You know the word mental health check-ins, just like you get your physical, you should get a mental health check-in.
Are you okay? Because your eq, your emotional intelligence, drives most of your decisions.
(22:04):
It is seen.
It is actually used in marketing, content creation, journalism, emotional intelligence is used everywhere in sales in your business.
Building relationships with your spouse, your family.
It is everywhere.
It's just how we define it so you can utilize it.
And going back is, yes, we do lack it.
(22:26):
This is why I created the gap.
I was making headway.
I felt like we were as a community.
And now, with recent funding and all this cutbacks, it's just with all the research cutbacks, it's been very.
I don't know.
I, some days I try to not get so hopeless about it, and those are the days I have to, put my pants on and do this whole self-talk of you've made it so far, we still have to keep going.
(22:58):
If you don't keep going, what does the alternative look like? You still have to push this mental health agenda.

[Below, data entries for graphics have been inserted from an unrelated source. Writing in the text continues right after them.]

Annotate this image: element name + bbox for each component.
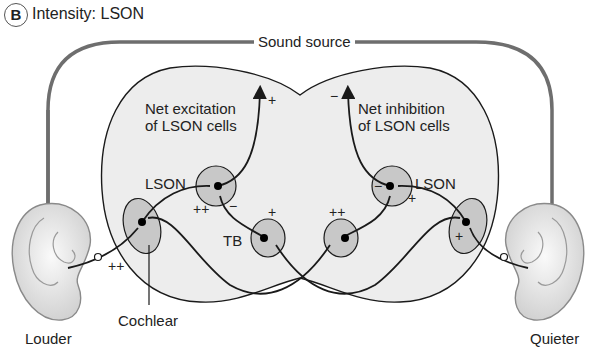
panel-letter-badge: B (4, 3, 28, 27)
left-lson-inhib-sign: − (229, 198, 237, 214)
cochlear-label: Cochlear (118, 312, 178, 329)
right-cochlear-sign: + (455, 228, 463, 244)
right-lson-inhib-sign: − (374, 178, 382, 194)
right-output-sign: − (330, 88, 338, 104)
left-ear-nerve-sign: ++ (108, 258, 124, 274)
left-ear-icon (12, 204, 90, 320)
left-lson-excit-sign: ++ (193, 201, 209, 217)
quieter-label: Quieter (530, 330, 579, 347)
louder-label: Louder (25, 330, 72, 347)
lson-intensity-diagram (0, 0, 596, 353)
panel-title: Intensity: LSON (32, 5, 144, 23)
right-lson-excit-sign: + (408, 190, 416, 206)
left-lson-label: LSON (145, 175, 186, 192)
right-ear-icon (506, 204, 584, 320)
net-excitation-label: Net excitation of LSON cells (145, 100, 237, 134)
left-tb-sign: + (268, 204, 276, 220)
left-output-sign: + (268, 92, 276, 108)
sound-source-label: Sound source (254, 33, 355, 50)
right-lson-label: LSON (415, 175, 456, 192)
tb-label: TB (223, 232, 242, 249)
right-tb-sign: ++ (329, 204, 345, 220)
net-inhibition-label: Net inhibition of LSON cells (358, 100, 450, 134)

If not, we're gonna be sitting in the 18 hundreds again and.
We're living like we're in the 1980s right now, but it is 2025.
And if you look at other countries, they're living like they're in the 2050s.
(23:21):
I'm like, what are we doing? We are going back, especially now towards autism.
Autism is a neurodevelopmental disorder.
And I have clients.
And I have therapists, I'll start with the clients that feel unseen un hardd, because now you, they were being validated.
(23:48):
They had some criteria, some patterns that they could learn about their brain.
It was nice to fit in and to know something about yourself.
But now we have therapists.
I had a client the other day, their therapist told them, Hey.
I don't think it's a good idea for you to have the diagnosis, autism, and I'm like, what are we doing? Are we just not gonna diagnose with that anymore because of everything that's going on the climate? And I'm just like, oh my gosh, this is such a disservice.
(24:18):
Oh, you know how much courage it takes for someone to come ask for help.
And now you're saying, you know what? Let's just not call it autism.
I'm supposed to be empowering you as a mental health.
A professional of this is you accept it, but if you have to hide that part of you, then am I setting the right example? Oh my God.
(24:42):
Wow.
Okay.
And that is the dilemma we're seeing and I've seen it.
People now are scared to go get neuropsych evals.
They're scared.
One, it's mental health professionals that are also scared that are pushing this agenda.
And like I said, I'm in the south and now it's oh, you know when you, back in the day, if something happened to you, you were assaulted, you don't talk about it.
(25:04):
Because people might think this way, right? Your voice is silenced.
Because we don't want, we don't want that kind of name on the family.
So now the same thing is happening with autism, and it is really sad.
We don't want you to be labeled autistic because dah.
Now you're asking someone to hide a part of them and forcing them to act a certain way because you naturally are gonna reinforce what society wants.
(25:33):
'cause you've already.
Taken that type of validation away from your child.
Oh my God, this is this is really upsetting.
Yeah, It, when I found that out, I had to like, not let it affect my patients and, but I had to empower her and let her know that I don't necessarily.
(25:55):
Agree, but there's a fear, right? Especially with children.
You put the fear, you tell them something, and you activate that fight or flight, especially if you have autism, right? It's you are so sensitive to your environment.
People think that kids with autism don't feel anything.
In fact, they are the most empathic people.
(26:18):
They feel everything.
They just, they're a good judge of character.
They.
Take all these senses and they're watching you.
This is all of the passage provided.